Phreedum ain't Phree


Every now and again I have the opportunity to facilitate workshops about the role of identity, values, and roles as it relates to counseling those who have been sexually abused and or assaulted. I find it quite enjoyable and challenging. My audience is typically college students eager to help and heal the world. Kind of like me, kind of like Phreedum. However, amidst all of the good loving we want to give there is the need to acknowledge how our identity, values, and roles impact the way in which we see those we hope to serve.
As I talked with the students and challenged them to think about terms such as privilege, gender bias, class, we found ourselves talking about the American Dream. We found ourselves discussing what the dream is and isn’t. One of the participants who is from Europe shared that she grew up with the belief that America is the land of opportunity. When she first came to Philadelphia, and having visited several other US cities, she was struck by the poverty. “I know in Europe we have poverty but I guess we, well a lot of countries, have moved to a more social model and we have policies that kinda help curb the poverty. But here, there is just so much poverty here. I was really surprised.”

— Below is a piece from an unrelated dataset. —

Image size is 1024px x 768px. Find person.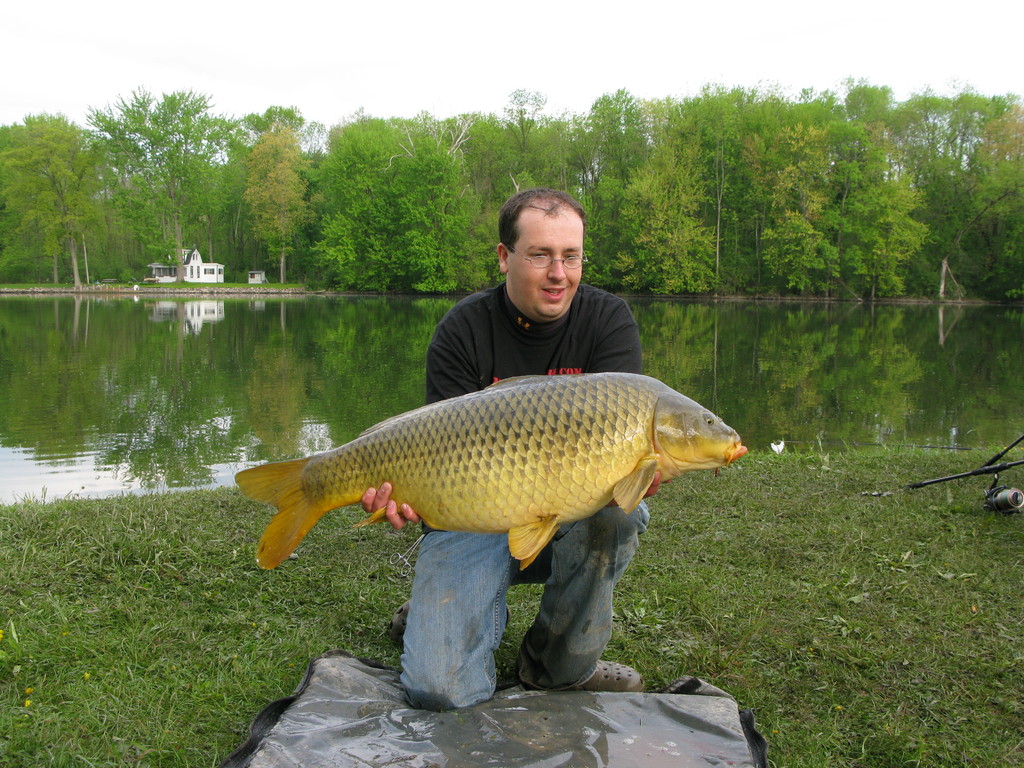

After the workshop was over I continued to think about the sad surprise the student found when she came to the states. Amidst our nation’s glory she was overwhelmed by the pockets of our ugliness, poverty. And she wasn’t surprised that it existed, on the contrary, that it existed so much. Her observation bothered me. It bothered me that as a nation we struggle with our social responsibility one to another. We have so valued choice and protecting that right, that we have chosen inadvertently perhaps, to ignore the right to collectively support the welfare of one another. We have chosen to maintain systems that allow for “so much poverty here.”
I’m not one to guilt trip others so I won’t do that in this post. However, I am one to challenge others. So, I challenge you to consider if your lifestyle is one that allows for the maintenance of so much poverty. I challenge you to challenge your representatives to address the stains on our nation’s robe of glory. I challenge you reader to think about the American Dream, and if we as a nation are trying to uphold a dream that in turn for so many maintains a nightmare. I challenge you to support Phreedum, to support your fellow citizens’ freedom.